Records from a data source:
· · ·

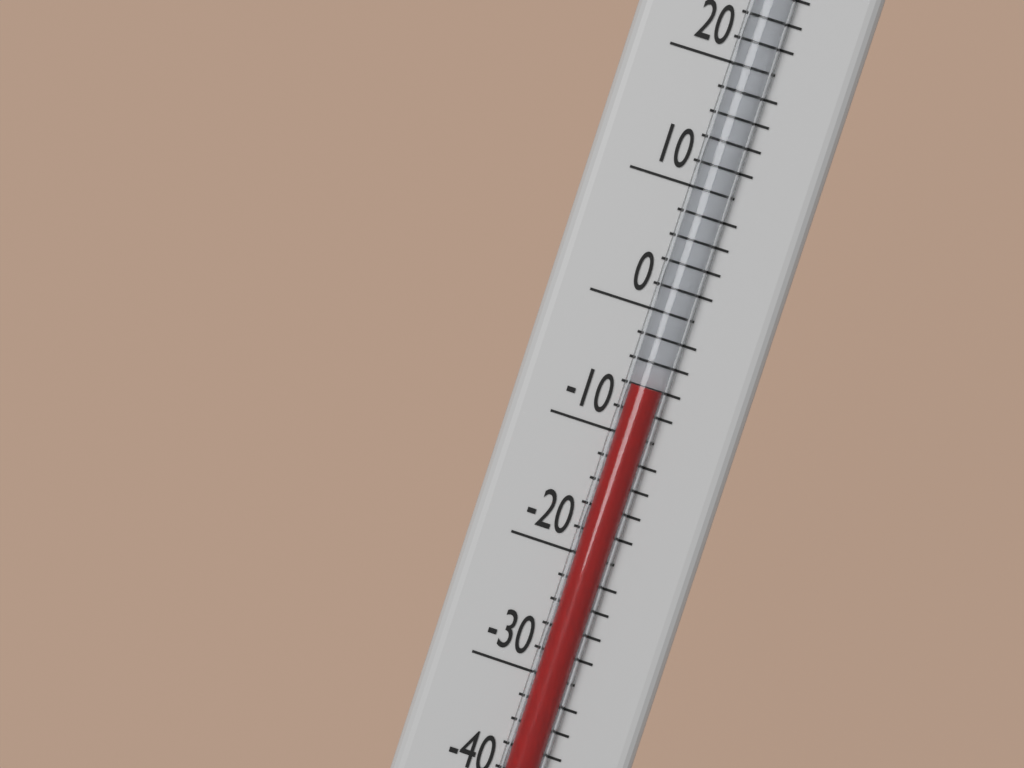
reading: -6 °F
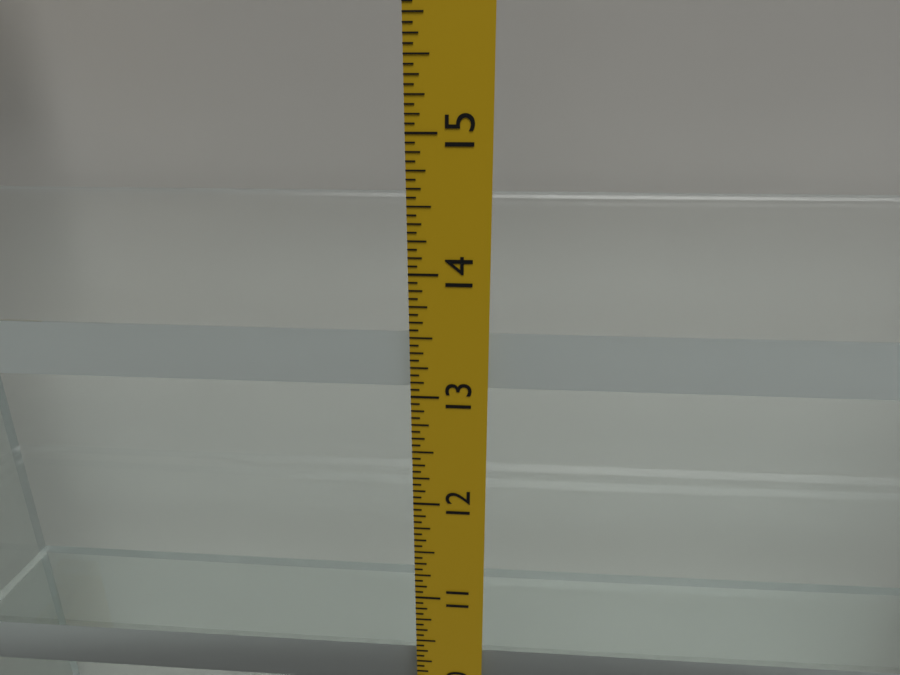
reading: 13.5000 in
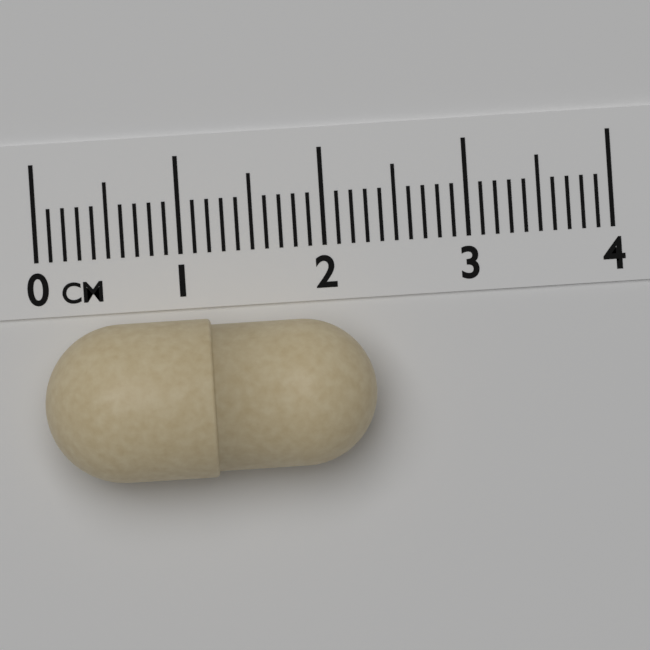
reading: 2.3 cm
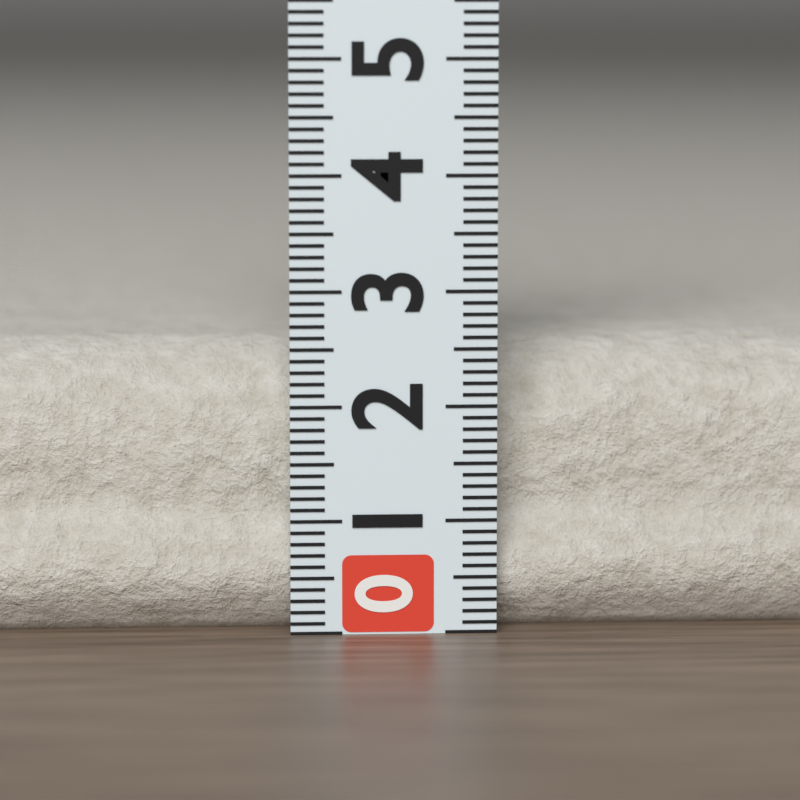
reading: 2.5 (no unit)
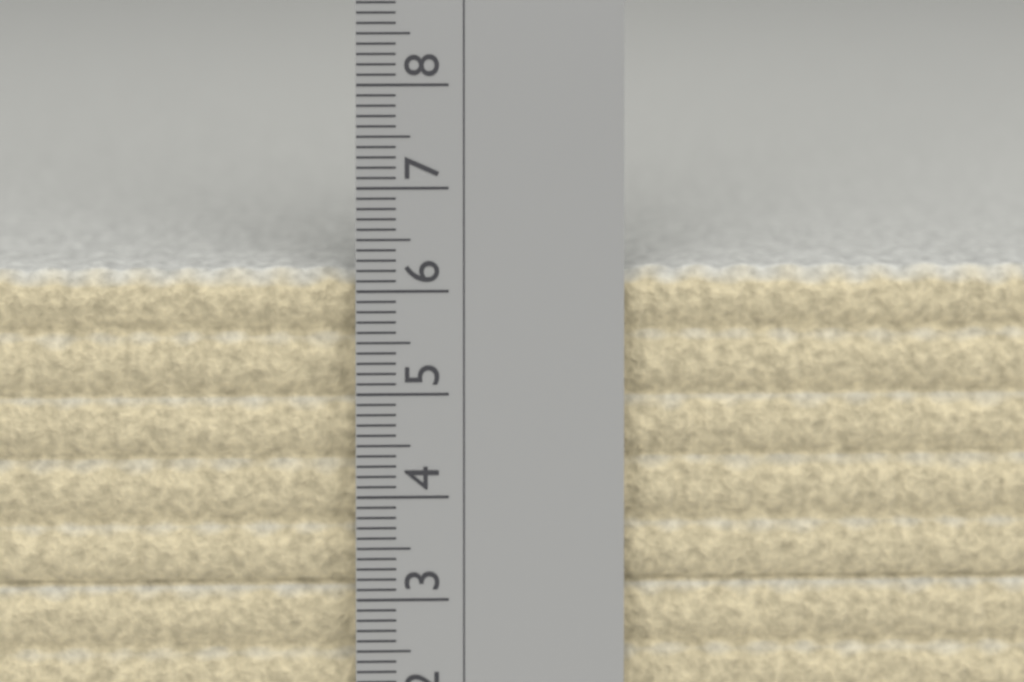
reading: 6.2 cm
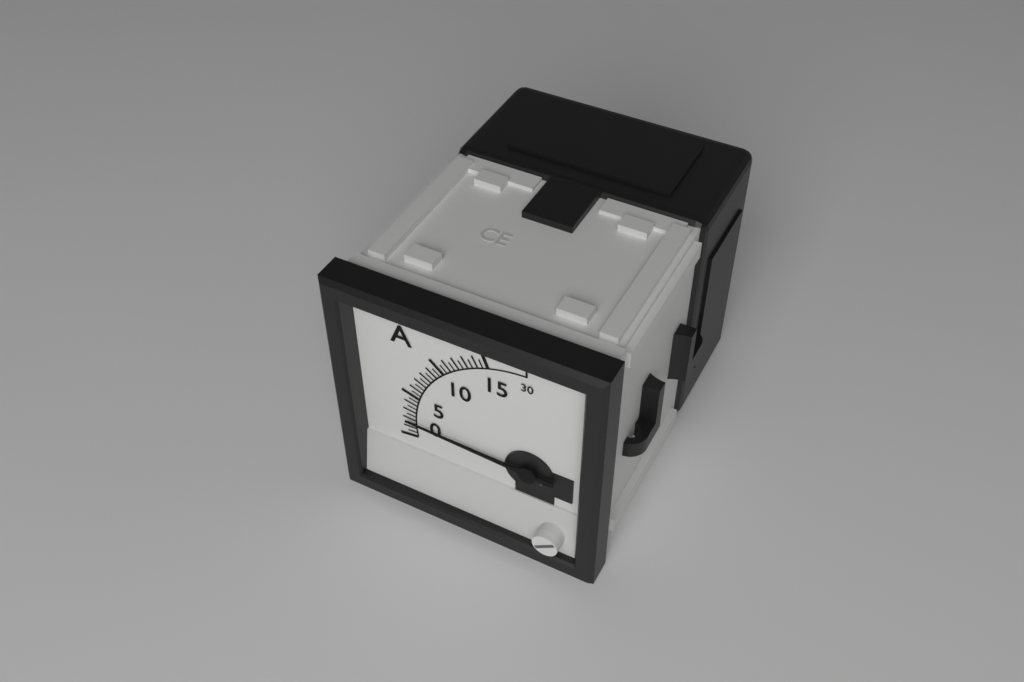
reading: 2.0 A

· · ·

■ **Problem details**
Copy out the lines above in full and unaltered, apart from the pictures.

■ **Output for this task**
reading: -6 °F
reading: 13.5000 in
reading: 2.3 cm
reading: 2.5 (no unit)
reading: 6.2 cm
reading: 2.0 A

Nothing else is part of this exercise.